You'd like to know if people are wearing masks at church or if family get-togethers are now outdoors.

1 comments

I think the common perception on HN, Reddit, etc is that COVID spread in the U.S. is primary a matter of conservative people flouting its seriousness. I understand the satisfying appeal of that picture.

However, I'm looking at my local health department's ZIP-code-by-ZIP-code infection map of the metro area. And it seems almost entirely correlated with poverty, not privilege. Infection spread seems mostly due to "essential" workers continuing to work. That's a problematic thing to point out, because I don't think we can or will solve for that. But it's plain as day.

I think the reason that HN, Reddit et al. have this impression is that state policies in conservative states are explicitly less restrictive than those in less conservative states. Florida just removed all stadium event attendance limits, for example. Within any given state there are all kinds of political beliefs and economic situations that may be more or less correlated with spread, but state governance is a very big variable.
Is there any evidence that level of restriction correlates with severity of outbreaks, though?
I mean, this seems to be the basic understanding of every single epidemiologist and public health expert, and also correlates with everything we know about the physical mechanism of how COVID spreads.
To me it seems like a covid infection is inevitable. You can delay it, but if you look at the state-by-state figures: states that successfully delayed for a while eventually got hit, states that got hit did not get additional infections.

I get the idea of flatten the curve but states that already got hit hard don't really have any reason to impose additional restrictions they wouldn't do anything.

And yet New York and California, both states with primarily liberal policies, have more cases than anyone else.

It's pretty obvious to people watching that the impression was created by liberal media that just wants to bash conservatives.

A cursory check of the numbers shows that it has no basis in reality.

California is roughly the median state in terms of total per capita cases at this point.

Top 5 states:

Louisiana, Mississippi, Florida, North Dakota, Alabama

California under reports deaths quite a lot though, they are much worse at reporting deaths than average for USA.

https://www.nytimes.com/interactive/2020/05/05/us/coronaviru...

I was using COVID case data, not COVID deaths.

In any event TX, NJ, and FL all have similar reported COVID deaths, but CA has fewer excess deaths than TX or NJ. Some of that is probably due to e.g. reduced automotive mortalities under more stringent lockdown, but I don't think the data you posted indicats that CA is e.g. worse than the other 3 states at reporting COVID deaths (otherwise we would see a much higher excess death count in CA compared to those 3 states).

Anecdotally, out here in the rural wilds of Alabama, most people seem to be wearing masks.
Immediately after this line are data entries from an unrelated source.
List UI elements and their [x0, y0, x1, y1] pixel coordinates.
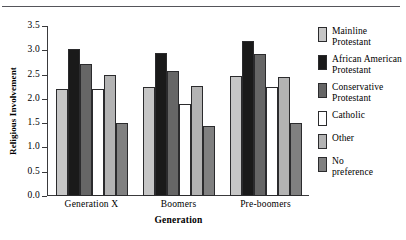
legend-swatch — [318, 157, 327, 172]
y-axis-tick-mark — [42, 50, 47, 51]
bar — [290, 123, 302, 196]
y-axis-tick-mark — [42, 147, 47, 148]
bar — [278, 77, 290, 196]
bar — [68, 49, 80, 196]
plot-area: 0.00.51.01.52.02.53.03.5 — [47, 26, 309, 196]
y-axis-tick-label: 3.0 — [28, 46, 40, 56]
legend-label: Other — [332, 133, 354, 144]
legend-label: No preference — [332, 156, 373, 177]
y-axis-tick-mark — [42, 196, 47, 197]
legend-item: Conservative Protestant — [318, 82, 404, 103]
y-axis-title-text: Religious Involvement — [8, 67, 18, 155]
bar — [56, 89, 68, 196]
legend-item: Mainline Protestant — [318, 26, 404, 47]
y-axis-tick-label: 3.5 — [28, 21, 40, 31]
header-rule — [2, 6, 400, 7]
y-axis-tick-mark — [42, 172, 47, 173]
bar — [242, 41, 254, 196]
bar — [104, 75, 116, 196]
bar-group — [48, 26, 135, 196]
legend-swatch — [318, 83, 327, 98]
bar — [266, 87, 278, 196]
x-axis-tick-label: Boomers — [135, 199, 222, 209]
legend-item: No preference — [318, 156, 404, 177]
bar — [167, 71, 179, 196]
legend-swatch — [318, 55, 327, 70]
bar — [92, 89, 104, 196]
bar — [191, 86, 203, 196]
y-axis-tick-label: 2.0 — [28, 94, 40, 104]
y-axis-tick-label: 2.5 — [28, 70, 40, 80]
y-axis-tick-mark — [42, 123, 47, 124]
bar-group — [135, 26, 222, 196]
chart-figure: Religious Involvement 0.00.51.01.52.02.5… — [0, 0, 406, 240]
bar — [116, 123, 128, 196]
x-axis-tick-labels: Generation XBoomersPre-boomers — [48, 199, 309, 209]
x-axis-tick-label: Generation X — [48, 199, 135, 209]
y-axis-tick-mark — [42, 99, 47, 100]
legend-item: African American Protestant — [318, 54, 404, 75]
bar — [254, 54, 266, 196]
bar — [230, 76, 242, 196]
bar-groups — [48, 26, 309, 196]
x-axis-tick-label: Pre-boomers — [222, 199, 309, 209]
bar-group — [222, 26, 309, 196]
y-axis-tick-label: 0.0 — [28, 191, 40, 201]
y-axis-tick-label: 1.5 — [28, 118, 40, 128]
bar — [155, 53, 167, 196]
legend-item: Catholic — [318, 110, 404, 126]
bar — [80, 64, 92, 196]
legend-swatch — [318, 111, 327, 126]
y-axis-title: Religious Involvement — [6, 26, 20, 196]
y-axis-tick-mark — [42, 75, 47, 76]
legend: Mainline ProtestantAfrican American Prot… — [318, 26, 404, 184]
y-axis-tick-label: 0.5 — [28, 167, 40, 177]
y-axis-tick-label: 1.0 — [28, 143, 40, 153]
legend-label: Conservative Protestant — [332, 82, 383, 103]
legend-label: African American Protestant — [332, 54, 402, 75]
x-axis-title: Generation — [48, 215, 309, 225]
legend-swatch — [318, 134, 327, 149]
legend-item: Other — [318, 133, 404, 149]
legend-label: Catholic — [332, 110, 365, 121]
legend-label: Mainline Protestant — [332, 26, 371, 47]
bar — [203, 126, 215, 196]
bar — [179, 104, 191, 196]
legend-swatch — [318, 27, 327, 42]
y-axis-tick-mark — [42, 26, 47, 27]
bar — [143, 87, 155, 196]
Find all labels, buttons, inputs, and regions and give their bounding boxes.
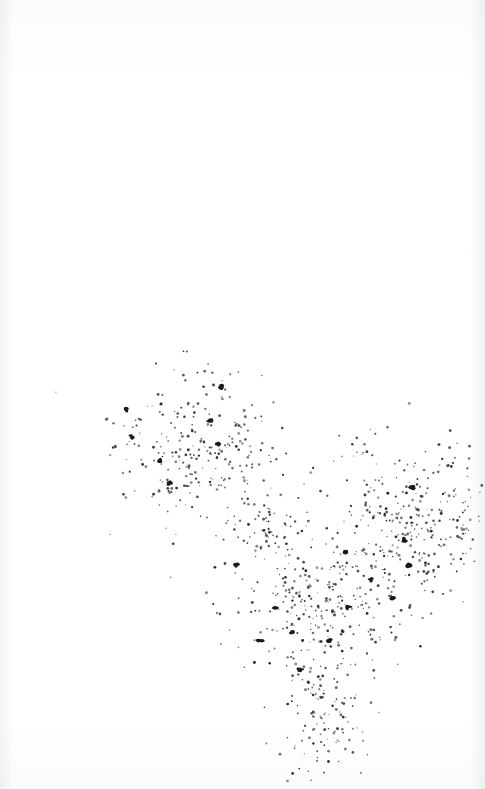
dot bbox=[170, 422, 172, 424]
dot bbox=[225, 522, 227, 524]
dot bbox=[171, 451, 173, 453]
dot bbox=[186, 466, 188, 468]
dot bbox=[416, 514, 418, 516]
dot bbox=[220, 485, 222, 487]
dot bbox=[262, 518, 265, 521]
dot bbox=[258, 463, 261, 466]
dot bbox=[326, 495, 329, 498]
dot bbox=[268, 511, 271, 514]
dot bbox=[381, 530, 383, 532]
dot bbox=[336, 727, 339, 730]
dot bbox=[183, 416, 185, 418]
dot bbox=[337, 665, 339, 667]
dot bbox=[181, 435, 184, 438]
dot bbox=[157, 393, 160, 396]
dot bbox=[296, 632, 298, 634]
dot bbox=[448, 446, 451, 449]
dot bbox=[343, 521, 345, 523]
dot bbox=[346, 479, 348, 481]
dot bbox=[344, 604, 345, 605]
dot bbox=[275, 552, 276, 553]
dot bbox=[214, 452, 216, 454]
dot bbox=[306, 649, 307, 650]
dot bbox=[254, 550, 256, 552]
dot bbox=[355, 437, 358, 440]
dot bbox=[278, 609, 279, 610]
dot bbox=[237, 611, 239, 613]
dot bbox=[439, 464, 441, 466]
dot bbox=[368, 606, 370, 608]
dot bbox=[334, 701, 335, 702]
dot bbox=[205, 591, 208, 594]
dot bbox=[406, 533, 409, 536]
dot-blob bbox=[219, 384, 224, 388]
dot bbox=[444, 492, 446, 494]
dot bbox=[301, 530, 304, 533]
dot bbox=[294, 745, 296, 747]
dot bbox=[384, 568, 386, 570]
dot bbox=[182, 462, 184, 464]
dot-blob bbox=[157, 460, 162, 463]
dot bbox=[430, 612, 432, 614]
dot bbox=[432, 472, 434, 474]
dot bbox=[285, 596, 287, 598]
dot bbox=[185, 504, 186, 505]
dot bbox=[260, 415, 262, 417]
dot bbox=[401, 533, 404, 536]
dot bbox=[329, 598, 332, 601]
dot bbox=[364, 494, 367, 497]
dot bbox=[152, 493, 155, 496]
dot bbox=[307, 681, 310, 684]
dot bbox=[267, 536, 269, 538]
dot bbox=[370, 487, 372, 489]
dot bbox=[202, 385, 205, 388]
dot bbox=[434, 523, 436, 525]
dot bbox=[343, 658, 345, 660]
dot bbox=[480, 484, 483, 487]
dot bbox=[337, 739, 339, 741]
dot bbox=[134, 443, 136, 445]
dot bbox=[297, 713, 299, 715]
dot bbox=[126, 459, 127, 460]
dot bbox=[437, 470, 440, 473]
dot bbox=[374, 641, 377, 644]
dot bbox=[194, 471, 197, 474]
dot bbox=[331, 611, 334, 614]
dot bbox=[260, 548, 262, 550]
dot bbox=[243, 479, 246, 482]
dot bbox=[325, 597, 328, 600]
dot bbox=[372, 669, 375, 672]
dot bbox=[469, 518, 472, 521]
dot bbox=[204, 446, 205, 447]
dot bbox=[318, 699, 320, 701]
dot bbox=[219, 449, 221, 451]
dot bbox=[286, 515, 288, 517]
dot bbox=[291, 606, 294, 609]
dot bbox=[268, 531, 271, 534]
dot bbox=[295, 592, 298, 595]
dot bbox=[359, 596, 361, 598]
dot bbox=[306, 579, 308, 581]
dot bbox=[354, 664, 356, 666]
dot bbox=[283, 538, 284, 539]
dot bbox=[321, 617, 323, 619]
dot bbox=[193, 416, 195, 418]
dot-blob bbox=[299, 668, 304, 670]
dot bbox=[296, 615, 297, 616]
dot bbox=[301, 740, 303, 742]
dot bbox=[301, 599, 303, 601]
dot bbox=[312, 467, 314, 469]
dot bbox=[324, 712, 325, 713]
dot bbox=[190, 457, 192, 459]
dot bbox=[272, 592, 273, 593]
dot bbox=[462, 601, 463, 602]
dot bbox=[207, 460, 209, 462]
dot bbox=[206, 516, 208, 518]
dot bbox=[355, 694, 356, 695]
dot bbox=[286, 627, 288, 629]
dot bbox=[309, 641, 310, 642]
dot bbox=[191, 506, 193, 508]
dot bbox=[337, 532, 339, 534]
dot bbox=[254, 610, 256, 612]
dot bbox=[255, 545, 258, 548]
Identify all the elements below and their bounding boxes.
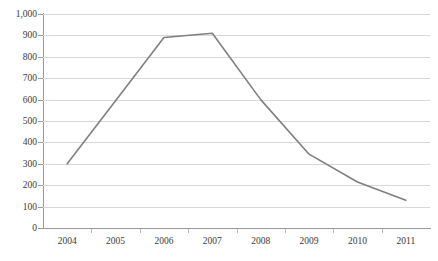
- x-axis-tick-label: 2004: [44, 236, 90, 247]
- x-axis-tick: [285, 229, 286, 233]
- x-axis-tick-label: 2009: [286, 236, 332, 247]
- y-axis-tick: [38, 164, 43, 165]
- y-axis-tick: [38, 78, 43, 79]
- y-axis-tick: [38, 100, 43, 101]
- x-axis-tick-label: 2011: [383, 236, 429, 247]
- y-axis-tick: [38, 121, 43, 122]
- x-axis-tick-label: 2010: [334, 236, 380, 247]
- x-axis-tick-label: 2008: [238, 236, 284, 247]
- x-axis-tick: [140, 229, 141, 233]
- y-axis-tick: [38, 207, 43, 208]
- y-axis-tick: [38, 185, 43, 186]
- series-line: [67, 33, 406, 200]
- y-axis-tick: [38, 228, 43, 229]
- line-chart: 01002003004005006007008009001,000 200420…: [0, 0, 438, 261]
- x-axis-tick-label: 2005: [93, 236, 139, 247]
- x-axis-tick: [91, 229, 92, 233]
- y-axis-tick: [38, 57, 43, 58]
- x-axis-tick: [382, 229, 383, 233]
- x-axis-tick-label: 2007: [189, 236, 235, 247]
- x-axis-tick-label: 2006: [141, 236, 187, 247]
- series-line-group: [0, 0, 438, 261]
- y-axis-tick: [38, 14, 43, 15]
- y-axis-tick: [38, 142, 43, 143]
- x-axis-tick: [188, 229, 189, 233]
- y-axis-tick: [38, 35, 43, 36]
- x-axis-tick: [237, 229, 238, 233]
- x-axis-tick: [333, 229, 334, 233]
I recently went into downtown Huntsville and no one was. Poverty and essential workers may be a significant component, but given the behavior of the young and affluent here, I don't think that is all of it.
Yes, you'd say that the Red areas are on aggregate older, poorer and less likely to work from home.

That said, at my regional college in the Deep South, case numbers have dropped noticeably since the beginning of term - instead of 30 cases every day we have now ten, and there have been remarkably few outbreaks at frathouses, all that despite no organized testing.

Conservative people are much more likely to live in rural areas. Liberals in more urban areas. Viruses spread much more effectively in higher population densities.

So you'd really need to look at per capita infection rates and control for density, not absolute numbers.

For some anecdata, in my moderate county we have a mask mandate. The surrounding less populated and much more conservative areas don't. Since the mask mandate was put in place more than half of the cases in my county's hospitals have been from the surrounding counties. Despite that fact that they have an order of magnitude fewer people, and despite that fact that we have far more people living in poverty in absolute terms than they do.